Sunday, March 23, 2014

The Future of Higher Education

We were asked this week in my Higher Education in the Digital Age class to consider the question "What will the university of the future look like?" and to address the role technology will play in changing the relationship between producers and consumers in higher education.  We shouldn’t limit ourselves to just considering what future universities will look like, however, as if we are only passive observers who are not part of the very society and the very historical processes that will determine what they are to become.

I've become a huge fan of Cathy Davidson since first being exposed to her work in the readings for our class. In a blog post only a few days back, Dr. Davidson asks the question, What If the Goal of Higher Education Was to Make World Changers? The title of a blog from the University of Texas's History program, "Designing History's Future", conveys the same idea, and as the post titled Duke21C’s Field Notes illustrates, there is a sharing of ideas going on between Texas and North Carolina. We should not consider the question of what future universities will become without simulateously considering what they should become, and what role we can and should play in making them become what we want them to be.

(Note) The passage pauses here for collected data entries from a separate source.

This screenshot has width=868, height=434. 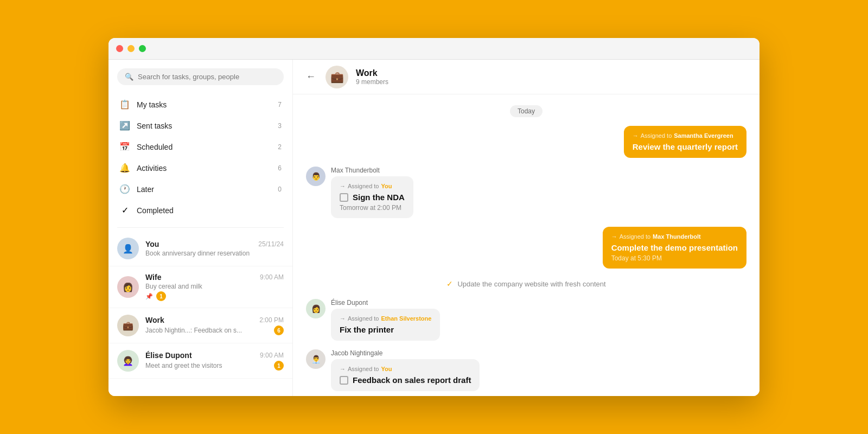 What do you see at coordinates (201, 146) in the screenshot?
I see `sidebar-item-scheduled: 📅 Scheduled 2` at bounding box center [201, 146].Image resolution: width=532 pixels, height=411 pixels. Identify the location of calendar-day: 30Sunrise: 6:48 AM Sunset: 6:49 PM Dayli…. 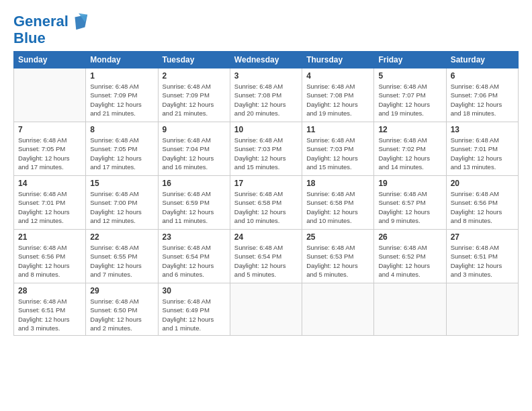
(193, 310). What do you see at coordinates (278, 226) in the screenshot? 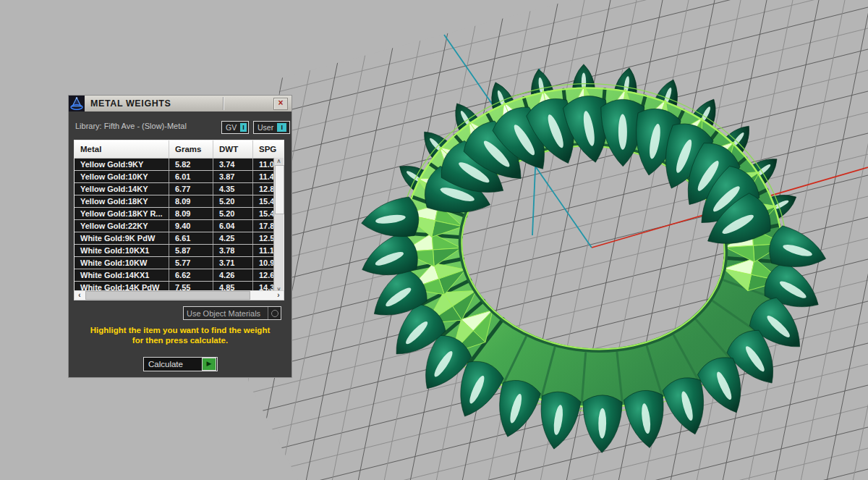
I see `vertical-scrollbar: ∧ ∨` at bounding box center [278, 226].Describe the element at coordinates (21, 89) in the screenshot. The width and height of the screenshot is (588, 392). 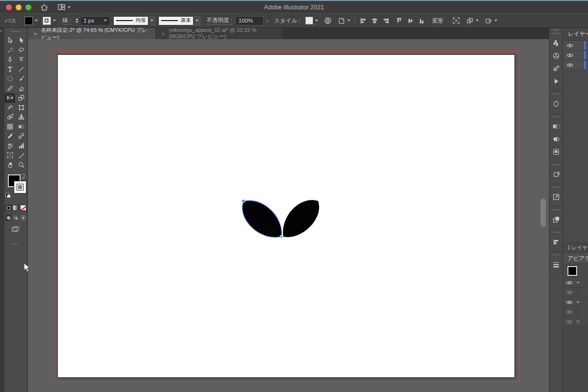
I see `eraser-tool` at that location. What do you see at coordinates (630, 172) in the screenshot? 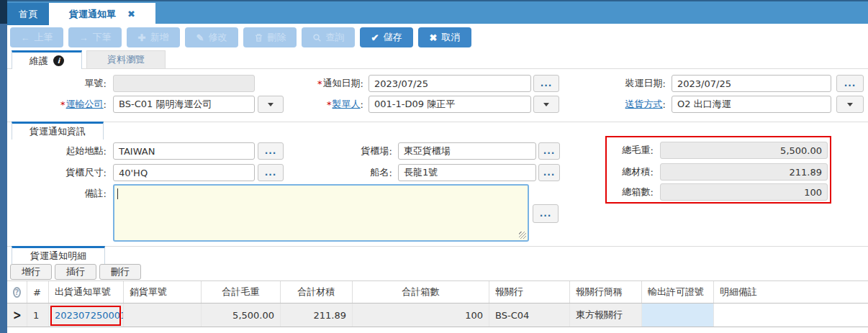
I see `total-volume-label: 總材積 :` at bounding box center [630, 172].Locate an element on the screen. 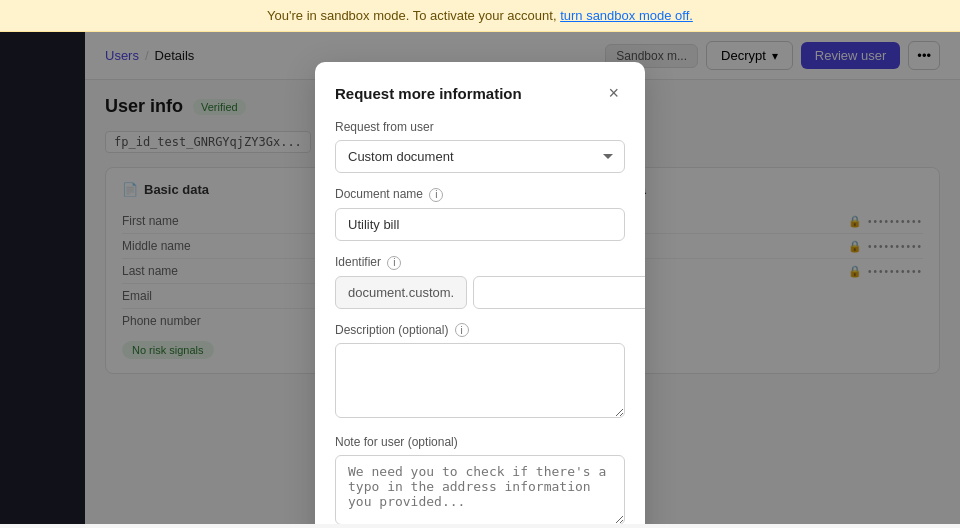 Image resolution: width=960 pixels, height=528 pixels. sandbox-banner: You're in sandbox mode. To activate your… is located at coordinates (480, 16).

Our readings and viewings this past week made it amply clear that big changes are already underway in higher education, but these changes are often contradictory and their futher development could lead to very different futures.  Frontline's, "College, Inc", showed us a world of rapidly growing for profit colleges backed by powerful Wall Street lobbyists able to setup rules that enable them to get rich on Federally backed student loans and avoid the consequences when the poor and working class recipients of these loans are unable to pay them back. Continued hegemony by the neoliberal ideology behind this explosive growth in for profit schools will in short order lay waste to the very society on which it insatiably feeds (in the words of the late environmentalist Edward Abbey, "Growth for the sake of growth is the ideology of the cancer cell").

Steven Johnson's TED Talk, Where Do Good Ideas Come From?, points us toward a very different and hopeful future. "An idea is a network", he says, and to create an optimal environment for good ideas we need to spend time "connecting" rather than "protecting" them. He ends with the statement, "chance favors the connected mind." This was definitely my favorite assigned "reading" of the week, and one I will think about and re-watch again and again.

Returning to the work of Cathy Davidson, I've continued reading a chapter a week of Field Notes for 21st Century Literacies, the collaborative, creative commons licensed "text book" she and a class of graduate students put together during a semester course at Duke called 21st Century Literacies: Digital Knowledge, Digital Humanities. The book closely parallels the topics we are studying in class (coincidence?  I think not, but rather the clear result of connected thinking ;-)  It is a throughly enjoyable read.  I'm inspired by the way it effectively puts into practice the approach that Steven Johnson is talking about, and points us toward a future in which we can work together to solve the deep challenges that confront us.